Like burrs, the seeds that get caught on your clothes outside, "nanoburrs" bristle with tiny hooks, making them adept at clinging to exposed surfaces of wounded arteries. When ferrying an anti-proliferative drug, the 60 nm-wide nanoburr could help people whose arterial lesions' number or size make them inappropriate for treatment with stents. It could also be used as a back-up for drug-eluting stents by delivering the drug to regions surrounding the stent struts.

"There may be some instances when a drug-eluting stent is less suitable for a patient," Juliana Chan tells DOTmed News. Chan is a Ph.D. student in biology at MIT and co-author of the study with Omid Farokhzad, associate professor of anesthesiology at Harvard Medical School and Robert Langer, a professor of chemical and biomedical engineering at MIT.

Patients often denied treatment with drug-eluting stents include those with renal failure, those with arterial lesions bigger than 3.5 mm or smaller than 2.5 mm, those who need multiple stents in a single artery, and those with so-called bifurcation lesions, where plaque builds up at the site where the artery splits in two, which is where the stent is less easily crimped, according to Chan.

HOW IT STICKS

The nanoburrs latch onto injured arterial walls because they're decorated with peptides pulled from bacterial phages, viruses that infect bacteria. The researchers combed through a phage library, screening for a peptide that would help the burr stick to arteries, and they found one: a peptide that latches onto the collagen that makes up the basement membrane of arteries. What makes this peptide useful is that it preferentially binds to the basement membrane of the artery wall that gets exposed whenever the artery is injured, such as during an angioplasty, where the inflated angio balloon squeezes against the arterial wall, pulling off the top layer of cells.

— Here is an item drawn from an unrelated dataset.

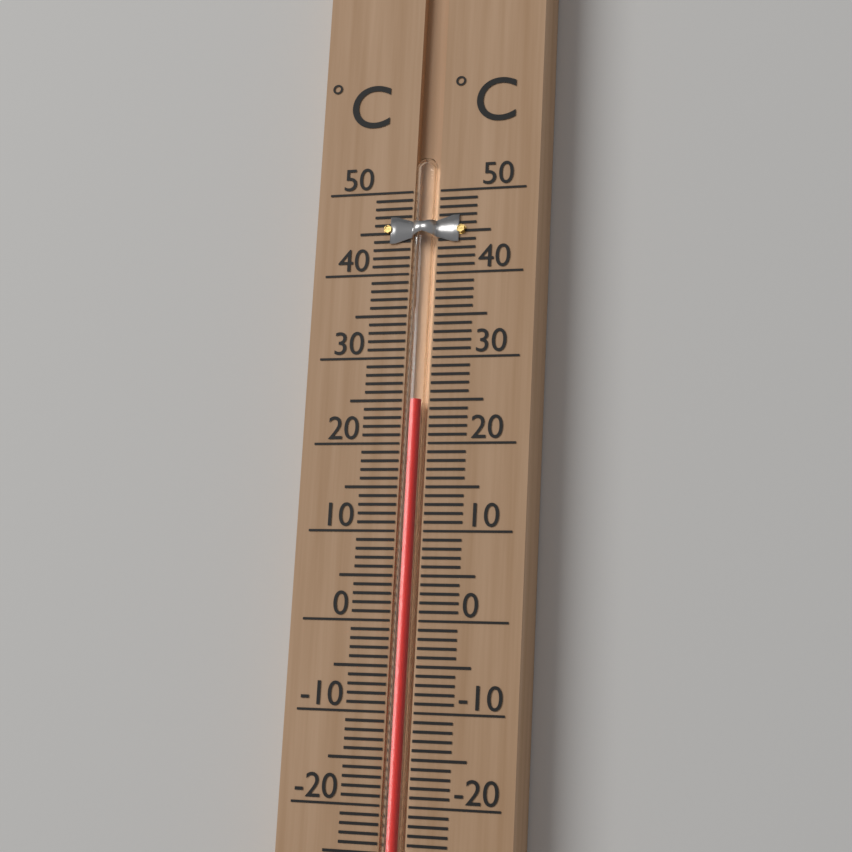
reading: 25 °C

The nanoburr's stickiness means these tiny hybrid-polymeric particles are much more likely to hit the treatment target than nanoparticles lacking the protein hooks. In the current study, done in both arterial cell cultures in a dish and in the carotid arteries of living rats, the burred nanoparticles were between two and four times as likely to glom onto injured arterial tissue as non-burred varieties.